SOLLY MSIMANGA | Days of unaccountable leadership in Gauteng are numbered

The Johannesburg CBD.
The Johannesburg CBD.
Image: Supplied

In 2014, David Makhura emerged as premier of Gauteng. His praises were sung from every rooftop that he wanted to place solar panels on. He was fawned over as one of the good guys – because he was from the “good” ANC – the one where you haven’t been outwardly accused of anything bad.

We were fobbed off about re-industrialisation, modernisation and transformation – the creation of black magnates, tycoons of industry who would be the panacea to unemployment and inequality.

Grand plans of prawn farms, industrial parks – a hydro city, an aerotropolis, digital city, knowledge city, breaking the back of apartheid spatial planning – all of which you could access off freeways that were just that – free, of e-tolls at least.

It sounded like a golden dawn.

And so, after nearly eight years, one must ask: Is this province getting better? Is there hope? Simply put, the answer is a hard no.

Crime is at an all time high. No-one is spared, not our mother, sisters, children, fathers or brothers – not you, not I. Look at the latest crime statistics.

And why is crime so high? Because little to nothing has been done to arrest unemployment. Poverty and desperation are the foundations on which criminal activity is borne.

There are 2.6-million unemployed Gauteng residents, while 680,000 people have given up looking for work.

If you are a young person, your chances of finding sustainable employment to support you and your loved ones are slim to none.

If you live in an informal settlement, you more than likely not only face the indignity of living in filth and squalor, you are the main recipient of both crime and unemployment.

Millions upon millions of rands are lost to corruption in building projects. Projects aimed at building houses, schools, clinics are strangled by the tentacles of corrupt cadres.

None of this money has ever been recovered because there is simply no political will to do so.

The excuses are endless.

Go back at least four state of the province addresses and you have heard about all the Special Investigative Unit (SIU) reports – the outcomes of which are imminent. It's 2022 and the outcomes are still unknown.

A sum of R500m amounted to wasteful expenditure on the white elephant called Anglo-Ashanti Hospital.

The department of health saw R2.2bn of public funds devoured by well-connected cadres, one of whom served in Makhura’s cabinet, through the hyperinflation of the price of PPE at the height of a global pandemic.

The sanitising of schools at prices beyond reason is another – at a time when neither a teacher or pupil was in attendance. This R431m wasteful expenditure could have been put to better use than lining the pockets of tenderpreneurs.

The unyielding desire for theft by this government knows no bounds.

Six years and two administrations on, we are still awaiting the outcome of the “game-changing” lifestyle audits on members of the executive – Makhura included. What ill-gotten gains are being squirrelled away? This is the only logical reason these are yet to be released.

Gauteng residents are still awaiting the long overdue outcome into the criminal investigation into the fire at Charlotte Maxeke hospital. It is beyond thinkable that such a crucial institution could catch fire in the first place. It is criminal that to date no-one has been held to account.

No-one is held to account because, under Makhura, no-one is accountable.

There are myriad reasons why Makhura must go. The DA in Gauteng has tabled a motion of no-confidence in Makhura. The poor will die of malnourishment on a steady diet of empty promises. Our youth will grow old waiting for changes that never come.

No longer can Gauteng abide the empty pledges and fantasies of a man removed from reality. 

It is time this province and its people were served by those who legitimately want to make a difference and improve their lives.  

• Msimanga is DA MPL and opposition leader in the Gauteng legislature.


WHAT TO PRODUCE -> Nothing belongs in the answer except the lines of the material that include "category".

RECORDS TO PROCESS ->
*** Block opens ***

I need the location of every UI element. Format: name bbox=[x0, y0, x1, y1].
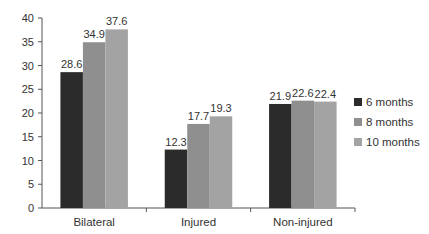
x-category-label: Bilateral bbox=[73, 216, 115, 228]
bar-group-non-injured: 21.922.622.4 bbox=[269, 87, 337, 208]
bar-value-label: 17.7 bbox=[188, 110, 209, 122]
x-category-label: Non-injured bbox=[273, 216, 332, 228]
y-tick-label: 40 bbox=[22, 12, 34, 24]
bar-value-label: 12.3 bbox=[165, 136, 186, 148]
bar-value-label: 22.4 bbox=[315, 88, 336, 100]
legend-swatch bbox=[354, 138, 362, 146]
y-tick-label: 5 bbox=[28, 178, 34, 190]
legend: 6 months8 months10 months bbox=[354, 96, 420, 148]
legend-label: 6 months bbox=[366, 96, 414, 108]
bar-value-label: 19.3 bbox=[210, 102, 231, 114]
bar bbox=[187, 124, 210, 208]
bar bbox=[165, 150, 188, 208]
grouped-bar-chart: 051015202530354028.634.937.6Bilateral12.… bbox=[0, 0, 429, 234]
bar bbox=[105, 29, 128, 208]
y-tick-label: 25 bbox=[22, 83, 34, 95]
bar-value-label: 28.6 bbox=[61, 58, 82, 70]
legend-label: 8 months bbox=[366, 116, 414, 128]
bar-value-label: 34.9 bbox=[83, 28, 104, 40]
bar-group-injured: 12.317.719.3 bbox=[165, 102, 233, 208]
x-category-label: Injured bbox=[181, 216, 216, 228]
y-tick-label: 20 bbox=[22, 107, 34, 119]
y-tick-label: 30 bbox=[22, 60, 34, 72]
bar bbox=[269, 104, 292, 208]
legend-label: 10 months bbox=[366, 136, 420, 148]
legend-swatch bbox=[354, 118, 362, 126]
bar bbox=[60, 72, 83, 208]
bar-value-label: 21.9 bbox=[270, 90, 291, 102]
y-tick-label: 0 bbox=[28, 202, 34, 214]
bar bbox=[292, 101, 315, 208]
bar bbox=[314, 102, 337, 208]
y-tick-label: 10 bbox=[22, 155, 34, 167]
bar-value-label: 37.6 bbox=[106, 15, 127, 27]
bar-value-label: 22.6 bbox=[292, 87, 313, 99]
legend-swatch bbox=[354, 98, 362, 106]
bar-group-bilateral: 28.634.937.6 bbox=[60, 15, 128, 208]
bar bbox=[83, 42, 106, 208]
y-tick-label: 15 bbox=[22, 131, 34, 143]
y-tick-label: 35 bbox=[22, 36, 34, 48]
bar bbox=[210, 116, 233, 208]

*** Block closes ***

RESPONSE BOX ->
x-category-label: Bilateral bbox=[73, 216, 115, 228]
x-category-label: Non-injured bbox=[273, 216, 332, 228]
x-category-label: Injured bbox=[181, 216, 216, 228]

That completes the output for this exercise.